Black Literary History
The history of Black American literature is inextricably bound with the narratives of its writers: first the Africans forcibly transported to the American colonies, some of whom gained a measure of freedom in the late 18th century; the native born who pursued and advocated for freedom for themselves and their brethren in the 19th; the tumultuous writers of progress and protest in the 20th; and the dreamers and the galvanized of the 21st. What Brooks writes in her poem about the civil rights activist and concert artist Paul Robeson —“we are each other’s harvest /… we are each other’s / magnitude and bond”—functions as an ethos to this great conversation across time and literature. What does it really mean to be a Black American writer?
Conventional histories of Black American writing begin with Phillis Wheatley (1754–1784), a young woman kidnapped from Africa and educated by her white enslavers. Caught in a complex situation where her ability to truly speak her thoughts was inherently undermined, she nonetheless used her fame as a poet to lobby for abolition and eventually attained her freedom.
Black activists of the 20th century wrote from a different position, but still one in which they were advocating for political equality to white audiences. Countee Cullen (1903–1946) and Alain Locke (1885 –1954) both collected Black writing, Cullen as a historical retrospective and Locke to highlight the generation of the Harlem Renaissance. The volumes speak to one another as a dialogue. The anthologies of Nancy Cunard (1896–1965) and Sterling A. Brown (1901–1989), Arthur P. Davis (1904–1996), and Ulysses Lee (1913–1969) similarly speak to political and artistic activism.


■ **Requirement**
Your answer is to be the exact text of the lines from the one containing "The width and height of the screenshot is (1347, 673)." through the final line of the entries, restated in full, with pictures omitted.

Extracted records
————————

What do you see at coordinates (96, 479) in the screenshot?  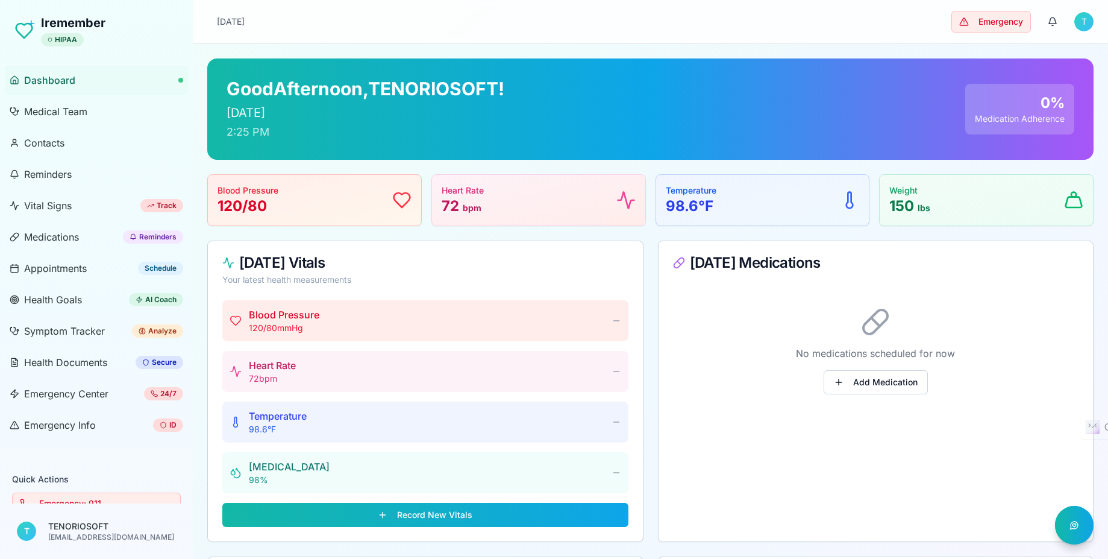 I see `h3: Quick Actions` at bounding box center [96, 479].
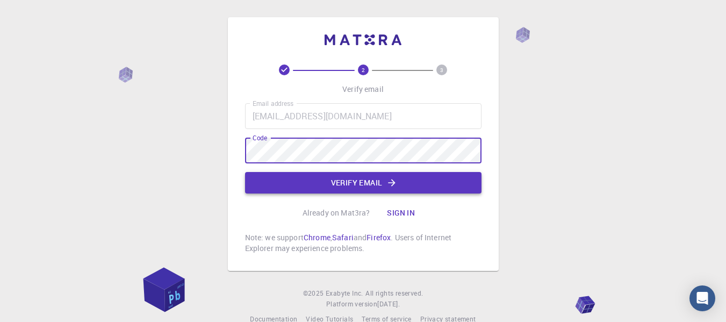  What do you see at coordinates (314, 293) in the screenshot?
I see `span: © 2025` at bounding box center [314, 293].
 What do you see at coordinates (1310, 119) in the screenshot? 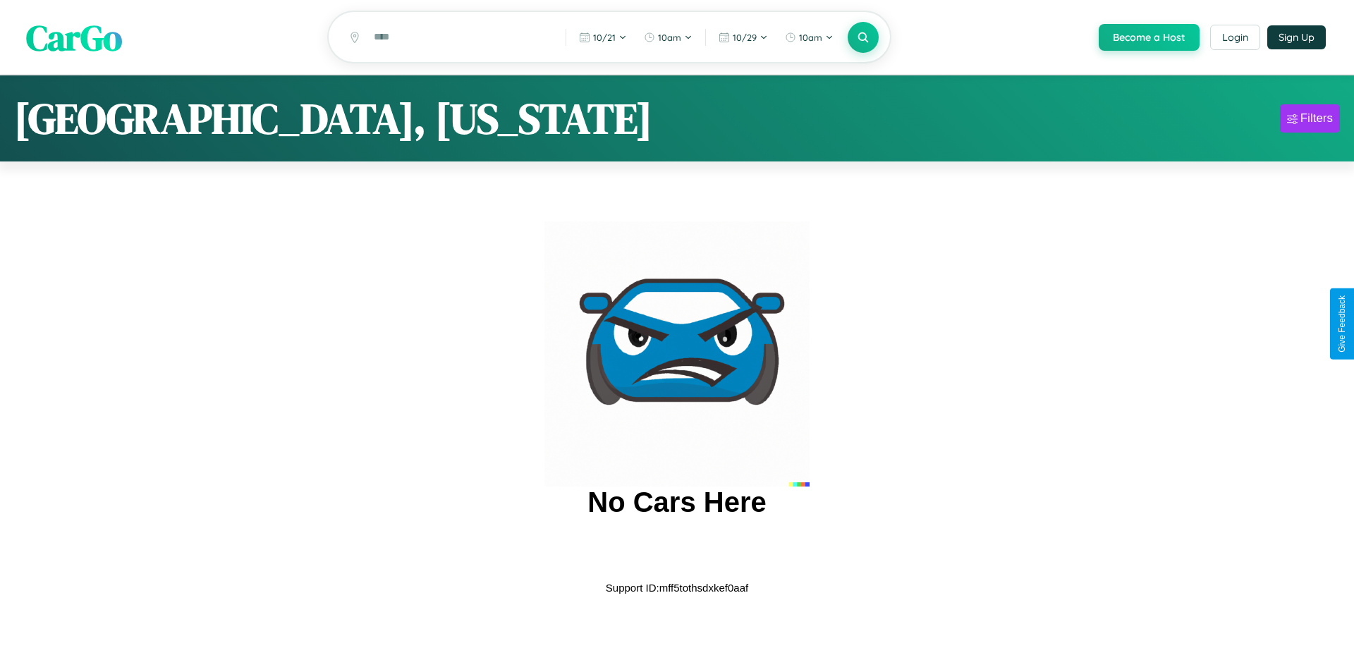
I see `button: Filters` at bounding box center [1310, 119].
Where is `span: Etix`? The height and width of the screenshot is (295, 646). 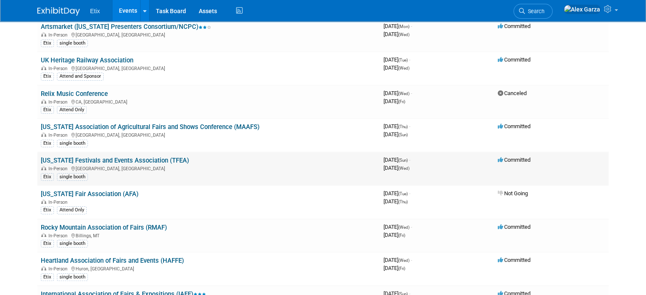 span: Etix is located at coordinates (95, 11).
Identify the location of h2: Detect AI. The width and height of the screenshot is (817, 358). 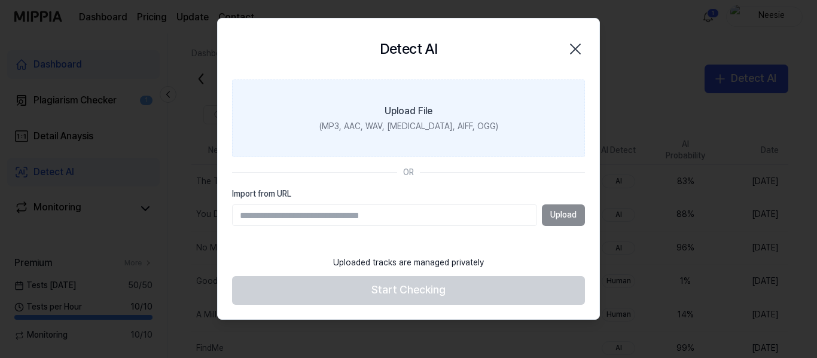
(408, 49).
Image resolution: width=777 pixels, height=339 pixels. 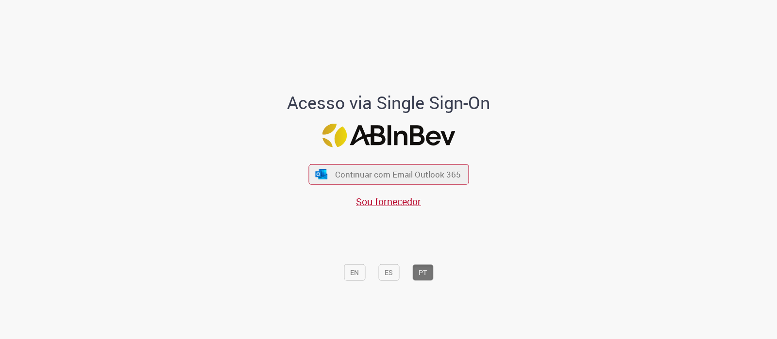 I want to click on a: Sou fornecedor, so click(x=389, y=201).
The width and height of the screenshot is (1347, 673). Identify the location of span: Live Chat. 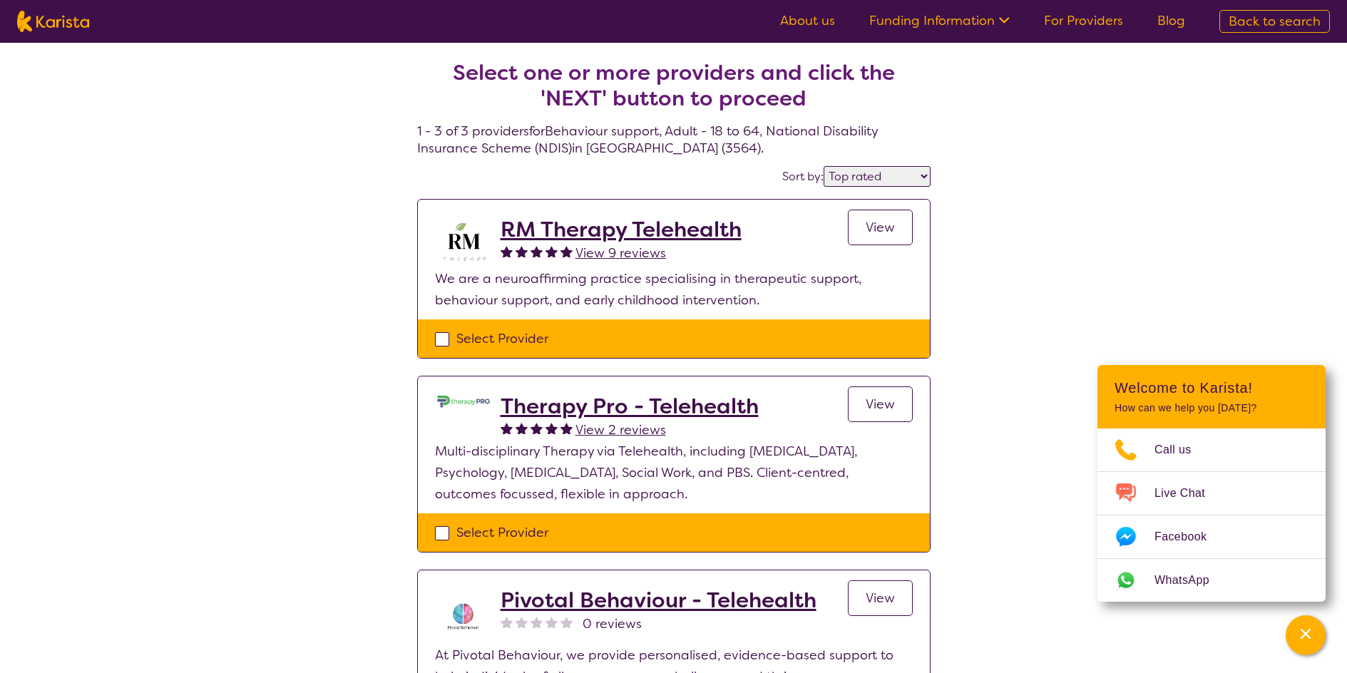
(1188, 493).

————————

■ **Completed task**
The width and height of the screenshot is (1347, 673). Identify the location of span: Live Chat. 
(1188, 493).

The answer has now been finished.